“You are more concerned with duty than in doing what is right?”
“Performing my duty is what is right.”
WHEN FITZWILLIAM DARCY meets Elizabeth Bennet at Longbourn, he is a footloose and fancy-free second son, still bearing a yoke of family expectation but free to fall in love with whomever he chooses. He forms an immediate attachment with Elizabeth Bennet who, with her sweetness and good humour, is exactly what he has always wished for. Alas, just as he recognises his wish to offer for her tragedy strikes and suddenly his future is no longer his own to decide.
Two years later, Elizabeth Bennet finds herself restless with the strictures of being a lady of the Quality. She finds her heart tugged in a multitude of directions, from the plight of servants to the struggles of orphans, but despairs of ever finding a gentleman who will replace Darcy in her heart. Her own considerations of romance are also set aside when family tragedy strikes the Bennets.
TAKING HER ILL SISTER to Ramsgate, Elizabeth is once again thrown into the path of Mr Darcy but finds him a far different man than the one she once knew. Mr Darcy is taciturn and grave, oftentimes angry. Despite her disappointment in his abandonment years prior, she cannot help but feel a tug towards wanting to understand and help him. But can duty ever be reconciled with happiness, or is their romance destined to be forever thwarted by their responsibilities?
“Performing my duty is what is right.”
WHEN FITZWILLIAM DARCY meets Elizabeth Bennet at Longbourn, he is a footloose and fancy-free second son, still bearing a yoke of family expectation but free to fall in love with whomever he chooses. He forms an immediate attachment with Elizabeth Bennet who, with her sweetness and good humour, is exactly what he has always wished for. Alas, just as he recognises his wish to offer for her tragedy strikes and suddenly his future is no longer his own to decide.
Two years later, Elizabeth Bennet finds herself restless with the strictures of being a lady of the Quality. She finds her heart tugged in a multitude of directions, from the plight of servants to the struggles of orphans, but despairs of ever finding a gentleman who will replace Darcy in her heart. Her own considerations of romance are also set aside when family tragedy strikes the Bennets.
TAKING HER ILL SISTER to Ramsgate, Elizabeth is once again thrown into the path of Mr Darcy but finds him a far different man than the one she once knew. Mr Darcy is taciturn and grave, oftentimes angry. Despite her disappointment in his abandonment years prior, she cannot help but feel a tug towards wanting to understand and help him. But can duty ever be reconciled with happiness, or is their romance destined to be forever thwarted by their responsibilities?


What needs transcribing is the line with "Find the location of mammal." and every line after it to the end of the records, exactly and alone, with no pictures.

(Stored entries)
--

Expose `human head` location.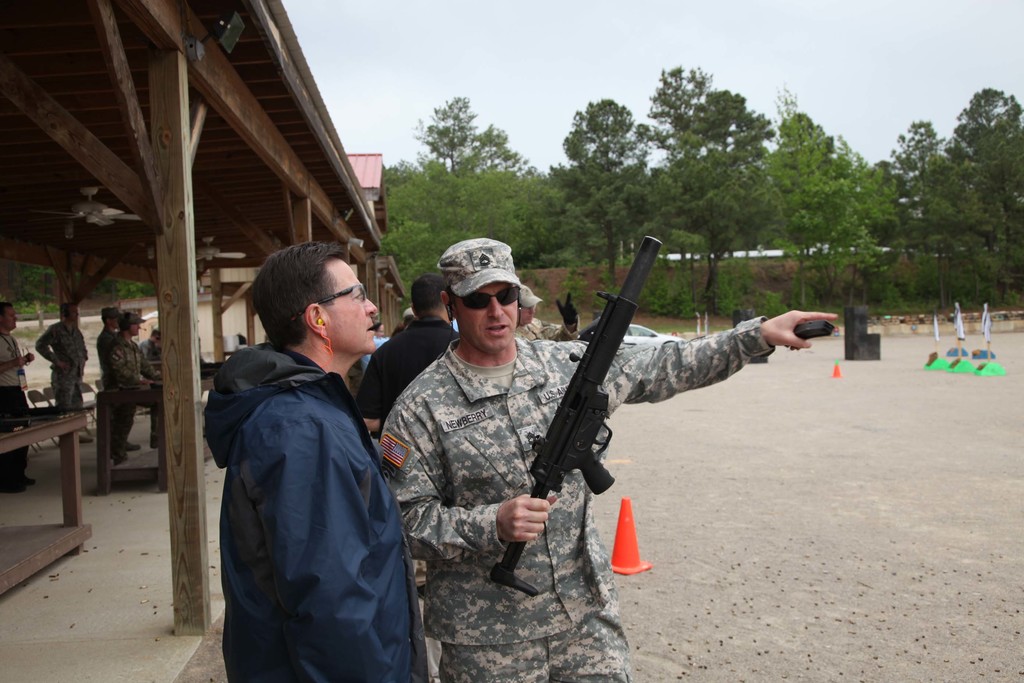
Exposed at [100,307,121,329].
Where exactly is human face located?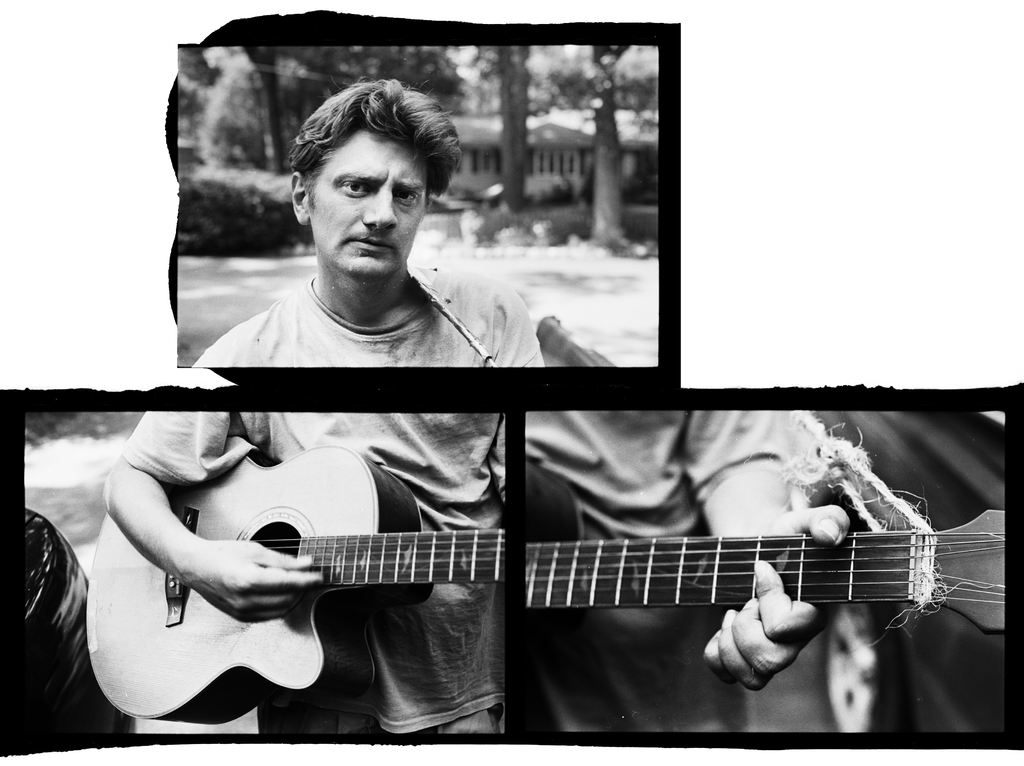
Its bounding box is box=[308, 133, 432, 279].
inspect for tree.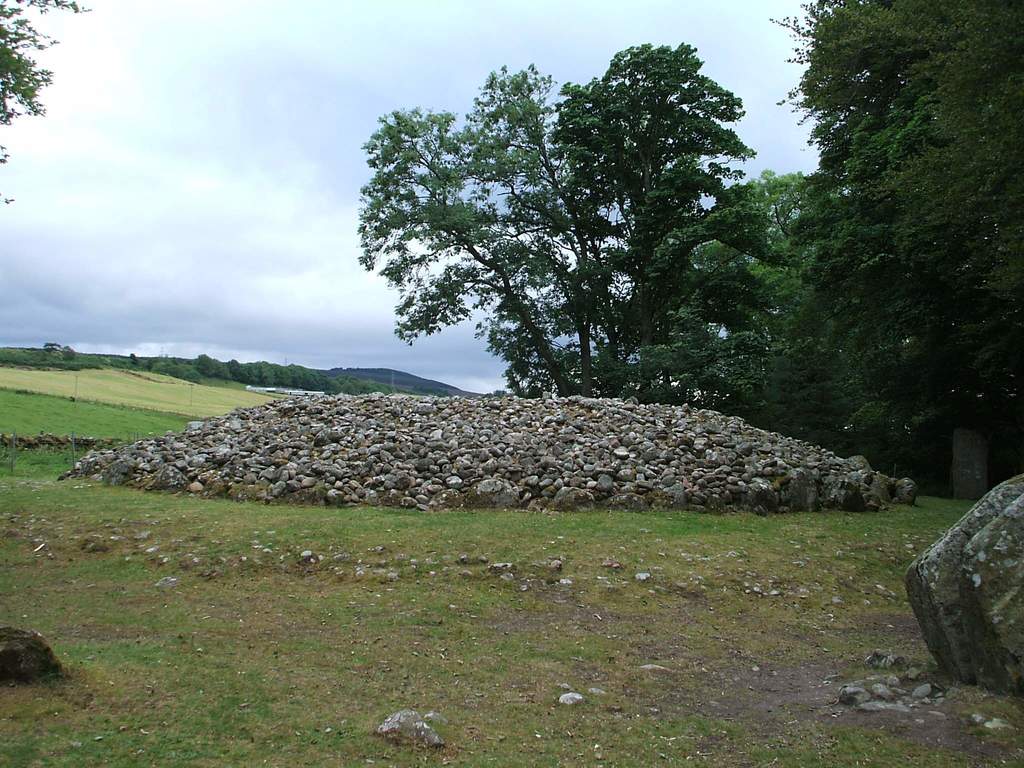
Inspection: pyautogui.locateOnScreen(193, 348, 220, 379).
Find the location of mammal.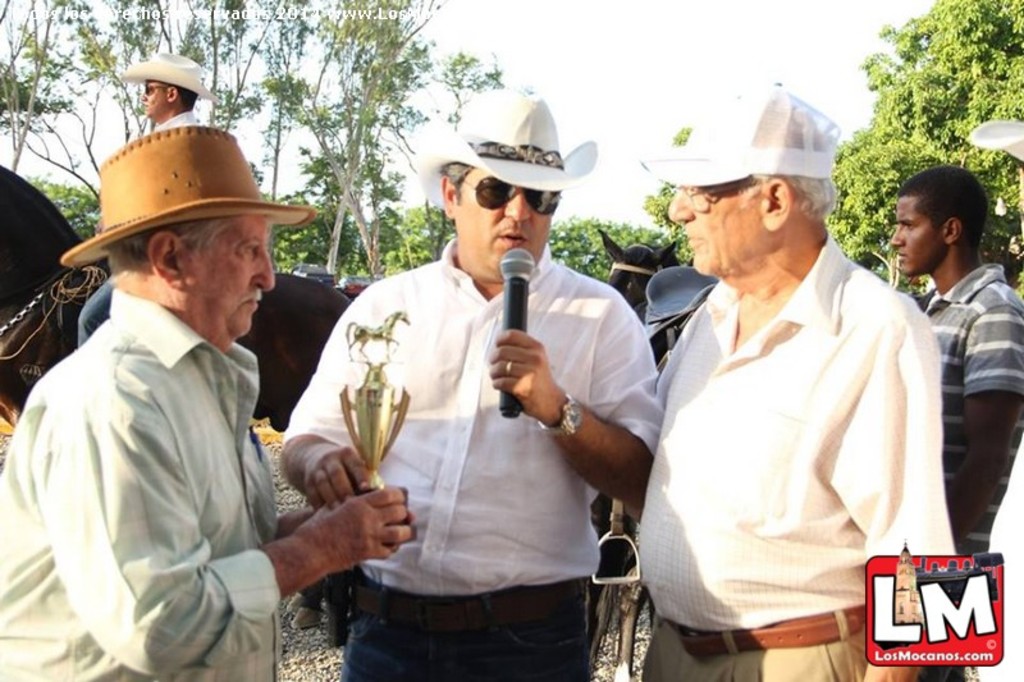
Location: 973:119:1023:681.
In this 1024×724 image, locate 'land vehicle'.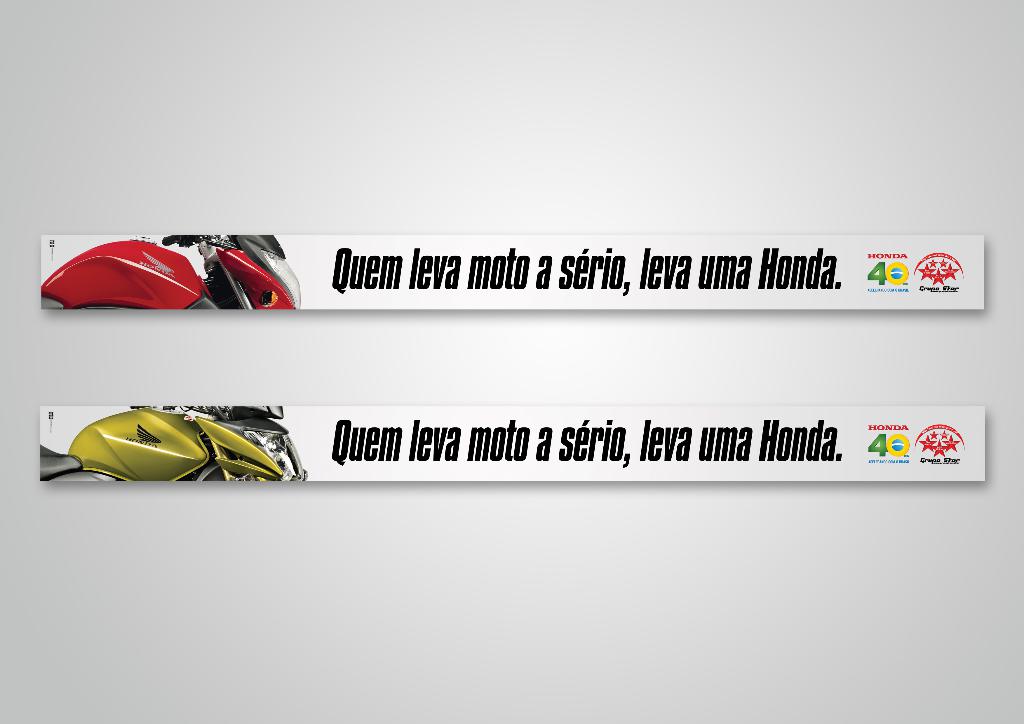
Bounding box: (51, 398, 287, 492).
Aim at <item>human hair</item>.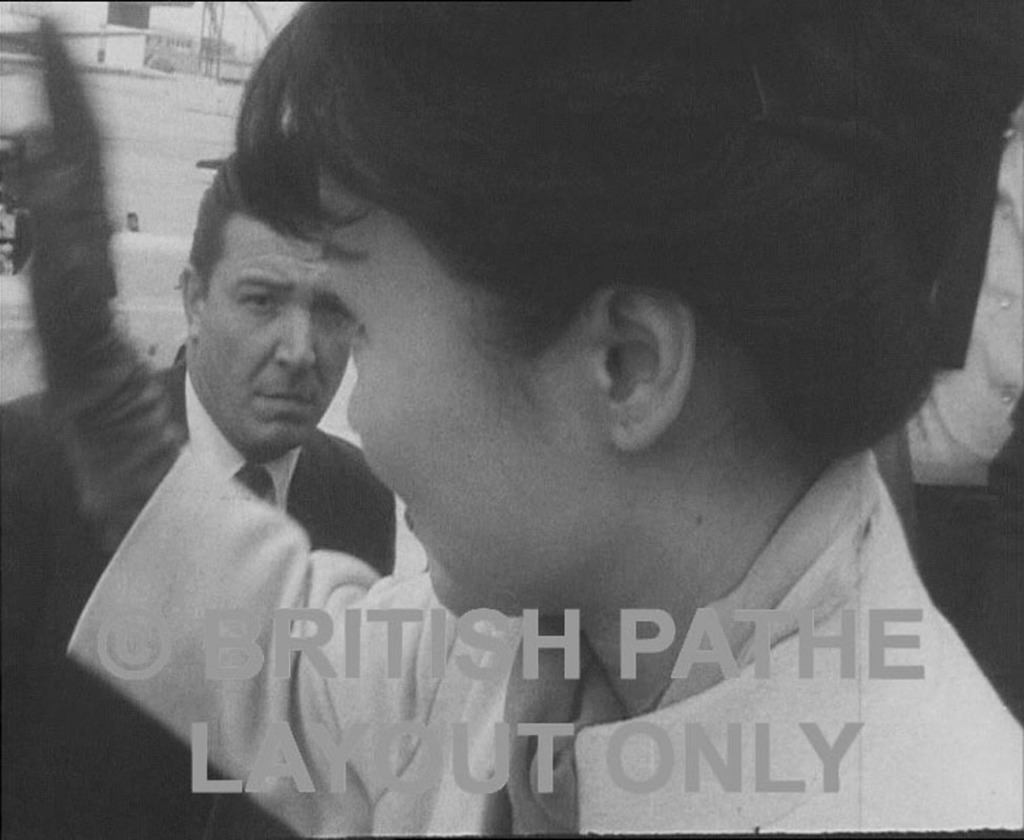
Aimed at <box>184,142,310,276</box>.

--

▶ [PROBLEM SOLUTION]:
Find the location of mammal.
Location: 973:119:1023:681.
In this 1024×724 image, locate 'land vehicle'.
Bounding box: (51, 398, 287, 492).
Aim at <item>human hair</item>.
Aimed at <box>184,142,310,276</box>.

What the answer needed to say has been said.